16 Jan 2011

Finding my mojo. Again

When I first started blogging, it was on MySpace. I blogged every two hours. That might be a gross over-exaggeration, but I blogged several times a day. And I am not talking about the - I am now eating breakfast, I am now cleaning the dishes, I am now bored- kind of blogs. It was deep stuff. It was about my angst, about my love life (or lack of thereof), about humanity, about politics, religion, name it.

I was 22 and had just gotten a new real job in the film industry. My working experience dates back to when I was 18, which is something if you grew up in Kenya where we don't have part time jobs when you are in high school or still in school for that matter. I graduated high school early, and was stuck in an awkward position where I couldn't work and I couldn't go to University as yet. So I went to an IT college and in 3 months, I was done. Back to that awkward place again. I went to my college and asked if I could teach the beginners. I got hired and that was my first job. Then came a series of insignificant jobs that I have recently stopped putting in my CV, then the move to the big Nairobi city all by myself. More college, more insignificant jobs in TV stations, then finally the real job. There was something going on in my life then. I was beginning to understand responsibility on a whole new level. I had responsibility back home, being the firstborn and all, but this was different. I was aware of the world around me, of life, of money and career, of growing up, of being a woman.
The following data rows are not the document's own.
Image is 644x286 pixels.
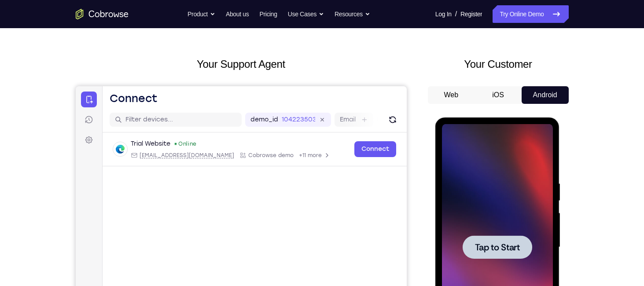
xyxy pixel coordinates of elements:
a: Connect [279,55,320,71]
div: App [163,66,218,72]
a: Go to the home page [76,9,128,20]
span: / [455,9,457,20]
span: web@example.com [64,66,159,72]
span: Cobrowse demo [172,66,218,72]
button: Resources [335,5,370,23]
div: Trial Website [55,54,94,62]
div: New devices found. [99,57,101,58]
a: Log In [435,5,452,23]
button: iOS [475,86,522,104]
div: Online [98,54,121,61]
a: Pricing [259,5,277,23]
span: Tap to Start [40,125,85,134]
button: Android [522,86,569,104]
button: Product [188,5,215,23]
a: Try Online Demo [493,5,568,23]
button: 6-digit code [152,265,206,283]
a: Register [460,5,482,23]
div: Open device details [27,46,331,80]
a: About us [226,5,249,23]
h2: Your Customer [428,56,569,72]
button: Web [428,86,475,104]
h2: Your Support Agent [76,56,407,72]
button: Use Cases [288,5,324,23]
span: +11 more [224,66,246,72]
div: Email [55,66,159,72]
button: Tap to Start [28,118,97,141]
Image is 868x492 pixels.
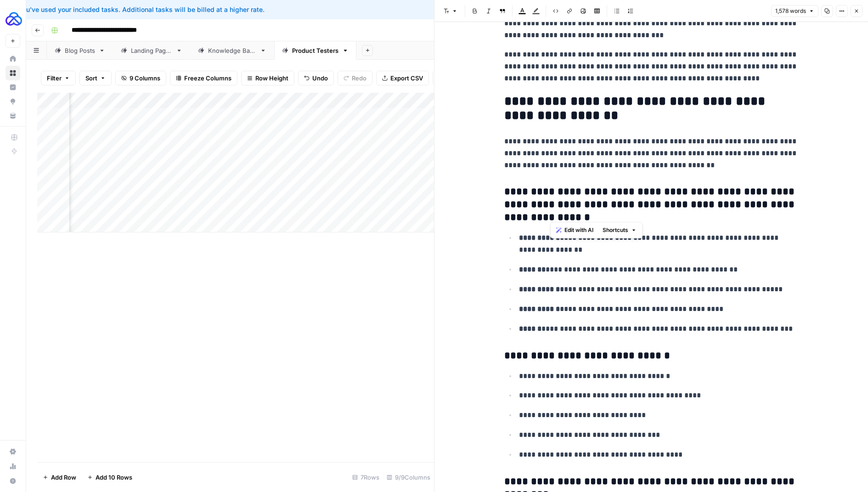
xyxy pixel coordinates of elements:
button: 9 Columns [115,71,167,86]
span: 1,578 words [775,6,806,15]
a: Insights [6,80,20,95]
span: Add 10 Rows [96,473,133,482]
span: Shortcuts [603,226,629,234]
a: Usage [6,459,20,474]
button: Add Row [37,470,82,485]
span: Redo [352,74,366,83]
a: Landing Pages [113,41,191,60]
button: Undo [298,71,334,86]
div: Landing Pages [131,46,172,55]
span: Row Height [255,74,288,83]
span: Add Row [51,473,76,482]
button: Help + Support [6,474,20,488]
button: Row Height [241,71,295,86]
button: Export CSV [376,71,429,86]
a: Settings [6,444,20,459]
button: Filter [41,71,75,86]
img: AUQ Logo [6,10,22,27]
a: Blog Posts [47,41,113,60]
span: Freeze Columns [184,74,231,83]
button: Add 10 Rows [82,470,138,485]
a: Knowledge Base [191,41,274,60]
button: Redo [338,71,373,86]
button: 1,578 words [771,5,818,17]
a: Product Testers [274,41,356,60]
div: Blog Posts [64,46,95,55]
div: 9/9 Columns [383,470,434,485]
div: Product Testers [292,46,339,55]
span: 9 Columns [130,74,160,83]
span: Edit with AI [564,226,594,234]
span: Sort [86,74,98,83]
button: Workspace: AUQ [6,7,20,30]
a: Browse [6,65,20,80]
span: Filter [47,74,62,83]
button: Sort [79,71,111,86]
div: Knowledge Base [208,46,256,55]
div: You've used your included tasks. Additional tasks will be billed at a higher rate. [7,5,527,14]
a: Home [6,52,20,66]
button: Edit with AI [552,224,597,236]
a: Your Data [6,109,20,123]
div: 7 Rows [349,470,383,485]
span: Undo [312,74,328,83]
a: Opportunities [6,94,20,109]
span: Export CSV [390,74,423,83]
button: Shortcuts [599,224,641,236]
button: Freeze Columns [170,71,237,86]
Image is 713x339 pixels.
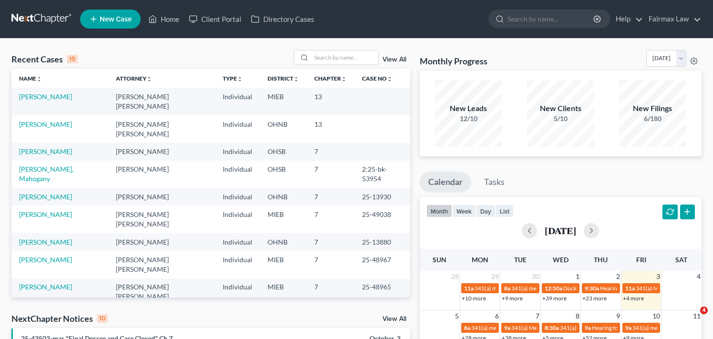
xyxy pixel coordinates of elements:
[108,188,215,206] td: [PERSON_NAME]
[531,271,541,282] span: 30
[543,295,567,302] a: +39 more
[623,295,644,302] a: +4 more
[472,256,489,264] span: Mon
[215,143,260,160] td: Individual
[435,114,502,124] div: 12/10
[583,295,607,302] a: +23 more
[512,285,654,292] span: 341(a) meeting for [PERSON_NAME] & [PERSON_NAME]
[383,316,407,323] a: View All
[223,75,243,82] a: Typeunfold_more
[454,311,460,322] span: 5
[464,324,471,332] span: 8a
[307,115,355,143] td: 13
[701,307,708,314] span: 4
[471,324,564,332] span: 341(a) meeting for [PERSON_NAME]
[696,271,702,282] span: 4
[527,103,594,114] div: New Clients
[420,172,471,193] a: Calendar
[387,76,393,82] i: unfold_more
[420,55,488,67] h3: Monthly Progress
[504,324,511,332] span: 9a
[619,103,686,114] div: New Filings
[341,76,347,82] i: unfold_more
[36,76,42,82] i: unfold_more
[312,51,378,64] input: Search by name...
[307,251,355,278] td: 7
[476,172,513,193] a: Tasks
[504,285,511,292] span: 8a
[260,279,307,306] td: MIEB
[215,206,260,233] td: Individual
[19,147,72,156] a: [PERSON_NAME]
[508,10,595,28] input: Search by name...
[307,143,355,160] td: 7
[475,285,567,292] span: 341(a) meeting for [PERSON_NAME]
[108,206,215,233] td: [PERSON_NAME] [PERSON_NAME]
[116,75,152,82] a: Attorneyunfold_more
[427,205,452,218] button: month
[553,256,569,264] span: Wed
[19,256,72,264] a: [PERSON_NAME]
[184,10,246,28] a: Client Portal
[215,188,260,206] td: Individual
[215,233,260,251] td: Individual
[260,206,307,233] td: MIEB
[652,311,661,322] span: 10
[626,324,632,332] span: 9a
[108,161,215,188] td: [PERSON_NAME]
[307,88,355,115] td: 13
[433,256,447,264] span: Sun
[11,53,78,65] div: Recent Cases
[476,205,496,218] button: day
[108,233,215,251] td: [PERSON_NAME]
[637,256,647,264] span: Fri
[681,307,704,330] iframe: Intercom live chat
[19,238,72,246] a: [PERSON_NAME]
[611,10,643,28] a: Help
[575,311,581,322] span: 8
[215,279,260,306] td: Individual
[496,205,514,218] button: list
[108,115,215,143] td: [PERSON_NAME] [PERSON_NAME]
[67,55,78,63] div: 15
[19,283,72,291] a: [PERSON_NAME]
[545,226,576,236] h2: [DATE]
[594,256,608,264] span: Thu
[314,75,347,82] a: Chapterunfold_more
[215,88,260,115] td: Individual
[307,279,355,306] td: 7
[355,233,410,251] td: 25-13880
[307,233,355,251] td: 7
[435,103,502,114] div: New Leads
[146,76,152,82] i: unfold_more
[362,75,393,82] a: Case Nounfold_more
[260,233,307,251] td: OHNB
[97,314,108,323] div: 10
[260,251,307,278] td: MIEB
[514,256,527,264] span: Tue
[19,120,72,128] a: [PERSON_NAME]
[560,324,709,332] span: 341(a) Meeting for [PERSON_NAME] and [PERSON_NAME]
[644,10,701,28] a: Fairmax Law
[575,271,581,282] span: 1
[491,271,500,282] span: 29
[19,193,72,201] a: [PERSON_NAME]
[355,161,410,188] td: 2:25-bk-53954
[355,188,410,206] td: 25-13930
[502,295,523,302] a: +9 more
[619,114,686,124] div: 6/180
[260,88,307,115] td: MIEB
[676,256,688,264] span: Sat
[450,271,460,282] span: 28
[383,56,407,63] a: View All
[462,295,486,302] a: +10 more
[616,271,621,282] span: 2
[307,206,355,233] td: 7
[237,76,243,82] i: unfold_more
[260,143,307,160] td: OHSB
[452,205,476,218] button: week
[215,161,260,188] td: Individual
[494,311,500,322] span: 6
[108,279,215,306] td: [PERSON_NAME] [PERSON_NAME]
[535,311,541,322] span: 7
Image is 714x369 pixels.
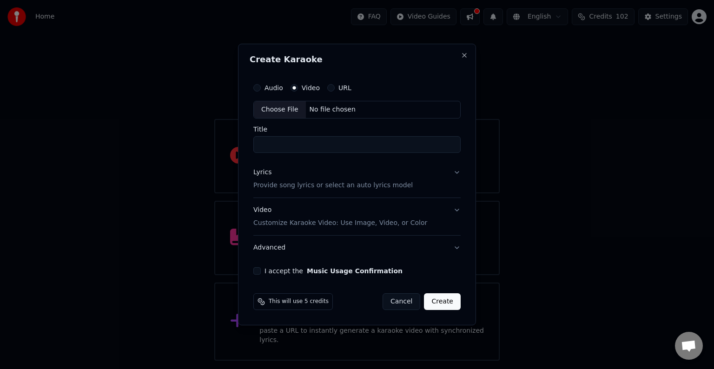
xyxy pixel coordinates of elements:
label: I accept the [264,268,403,274]
p: Provide song lyrics or select an auto lyrics model [253,181,413,190]
label: Title [253,126,461,132]
p: Customize Karaoke Video: Use Image, Video, or Color [253,218,427,228]
button: Advanced [253,236,461,260]
label: Video [302,85,320,91]
h2: Create Karaoke [250,55,464,64]
button: LyricsProvide song lyrics or select an auto lyrics model [253,160,461,198]
div: No file chosen [306,105,359,114]
button: I accept the [307,268,403,274]
div: Choose File [254,101,306,118]
label: Audio [264,85,283,91]
button: VideoCustomize Karaoke Video: Use Image, Video, or Color [253,198,461,235]
div: Lyrics [253,168,271,177]
span: This will use 5 credits [269,298,329,305]
button: Create [424,293,461,310]
button: Cancel [383,293,420,310]
div: Video [253,205,427,228]
label: URL [338,85,351,91]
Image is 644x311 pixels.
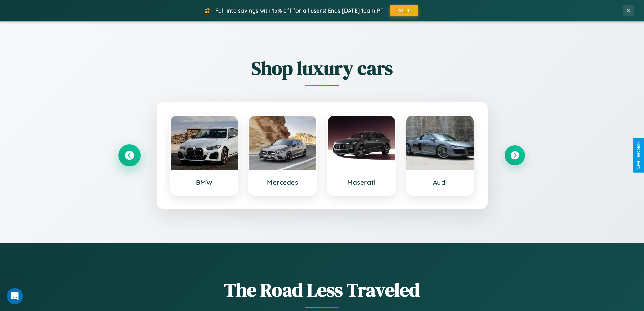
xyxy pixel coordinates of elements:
[178,178,231,186] h3: BMW
[636,142,641,169] div: Give Feedback
[119,55,525,81] h2: Shop luxury cars
[256,178,310,186] h3: Mercedes
[390,5,419,16] button: FALL15
[334,178,388,186] h3: Maserati
[215,7,385,14] span: Fall into savings with 15% off for all users! Ends [DATE] 10am PT.
[7,288,23,304] iframe: Intercom live chat
[413,178,467,186] h3: Audi
[119,277,525,303] h1: The Road Less Traveled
I was no longer a clueless girl drifting in life, I was becoming a woman immersed in life. I was being opened to a world where my thoughts mattered and my actions held consequences for me, my work and my colleagues. I was part of a team. This was a new feeling. I went to an all girl boarding high school which is in itself a 'team' teaching experience, but for some reason, it never stuck on me then. I needed an outlet. A blog offered that. In the coming years, I would move my blog here and even write some more. I got followers, I even became real life friends with my readers. I joined blog groups, and discussed my blog posts with complete strangers. Then, I started withholding. I became aware of how much of my life I was sharing and suddenly, I felt open, vulnerable even. I started agonizing how much was too much, who was reading my blog and what they thought about me. I became conscious, a feeling that was foreign to me. You see, I never cared what people though about me before and now that I was thinking about it, I stopped writing. I would open my laptop, log in to my blog and type in a whole post. I would click save and shut the computer. It felt good to write, but to have it sit in my drafts left me with a feeling of dissatisfaction. A quest not complete.

Something else was happening. My career was taking off, I was doing more with my life, I was traveling more. That became my new reason for not blogging. I was busy. And I worked so hard at convincing myself that. It worked...for a while.

I used to be a storyteller. I was known as the writing-novel-reading girl in school. I was not reading anymore, I was writing even less. It has made me different. I have been feeling cramped, suffocated, constricted. Then my boyfriend ( feels like we are too old to be calling each other boy/girlfriend) bought me a moleskin. You see, he writes. A lot. We went to his home in Northern California to pick up some of his old stuff and boy, does he have a lot of journals. He is a film director and his journals are a cross between his creative thoughts and personal rants. I digress. Do that a lot nowadays.

I lost my mojo. Even began to question my ability as a writer. I have recently moved to a new town, a new continent, a new culture. And I am getting that itch. I have a little bit of time on my hands. But I have already come to terms with the fact that 'busy' was a concept I invented to excuse my fear of revealing too much. Maybe I should keep my blogposts less personal? But then, wouldn't that make me a hypocritical blogger? Isn't writing about letting the words flow from your mind, unhampered, down to your fingertips? If they have to go through a filtering system, that would mean I was being...phoney.